The dwarf smiled at John and then went to the far side of the room and sat down, beside the pile of logs. It was not a nice smile. It was a smile smiled at the expense of John, not for him, and it seemed to... anticipate something.
John smiled back and said "Hello. I'm John Drummond. Are you lost too?" The man did not react, did not move a muscle, just sat cross-legged beyond the fire and grinned. It looked to John as if his black skin was shiny, from the way the flames reflected in it, but he assured himself that it was just the light.
There were no tins, but John found a bar of chocolate and ate it silently. The dwarf sat unmoving, minutes became hours and the fire burned low. John started to feel the cold again, just in the tips of his fingers and on his face, but it would surely get worse if the fire burned out. The single window rattled and boomed softly in its frame as incessant wind lashed it. Rain drops smashed upon it and smeared, the wind dragging them sideways across the pane.
John waited for the man to feed the fire, he was, after all, just by the wood. Also, although he strived not to admit it to himself, John did not want to have to go closer to the dwarf, as he must if he were to get the wood. Something bothered him about the dwarf's eyes, something unpleasant lay in the smile.
The dwarf did not move, even as the fire crackled lower he ignored it.
"The fire's getting quite low, don't you think?" said John, wrapping the blanket closer about him. The dwarf stared at him, shifted its gaze to the wood, shifted it back and grinned once more.
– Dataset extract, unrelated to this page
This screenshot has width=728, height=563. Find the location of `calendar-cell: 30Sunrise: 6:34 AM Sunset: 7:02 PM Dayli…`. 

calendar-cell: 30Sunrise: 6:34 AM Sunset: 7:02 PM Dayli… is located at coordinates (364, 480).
John started. There was no mistaking the meaning of that gaze! It was a challenge, if he wanted the fire he would have to get the wood himself, would have to go round the fireplace and get it, round to where the dwarf was. John was about to accept that challenge, but a certain fear stopped him. He still did not want to go closer, the malice of that dark figure taunted him, jeered at him, but caution kept him back. He could not put it into words but something warned him not to go, it was what the dwarf wanted.
So he waited, huddling tighter as the fire dimmed, eventually retrieving his coat and wrapping it about himself as well. Across the room the dwarf's face had vanished, but the dark eyes still smouldered, still challenging him.
He drifted in and out of sleep, curled up in the bubble of still air that was the Bothy. To his ears the wind was awfully close, transforming the stone of the walls to a paper thin dividing line, a tenuous thing at which the wind tore with its sleety claws. Every time his eyes opened he saw the red coals and the distant eyes, still unmoving. His cold limbs pleaded with him to rise and stoke the fire with new wood, but he resisted.
At last he drifted to an uneasy sleep, still conscious of that dark shape looming in the room, growing in the last instant of his wakefulness to an all enclosing blackness that filled the room with arms of shadow.
Bright sunlight woke him. Warm Highland sun penetrated to his skin. John blinked his eyes and looked up into an endless arch of blue sky. He started up and then caught himself in shocked surprise. The cottage was gone, no trace of it remained but two worn stones in the grass. Where the dwarf had sat, where he might have gone to get the wood, arched the blue sky, descending into the great gap of the valley where sunlight lit the upper surfaces of wheeling birds, far below. If he had moved, if he had answered the dwarf's challenge, he would have plunged to his death in that void.
Two hours later, having reached the valley's floor, he studied his map. There was no Bothy, no cottage.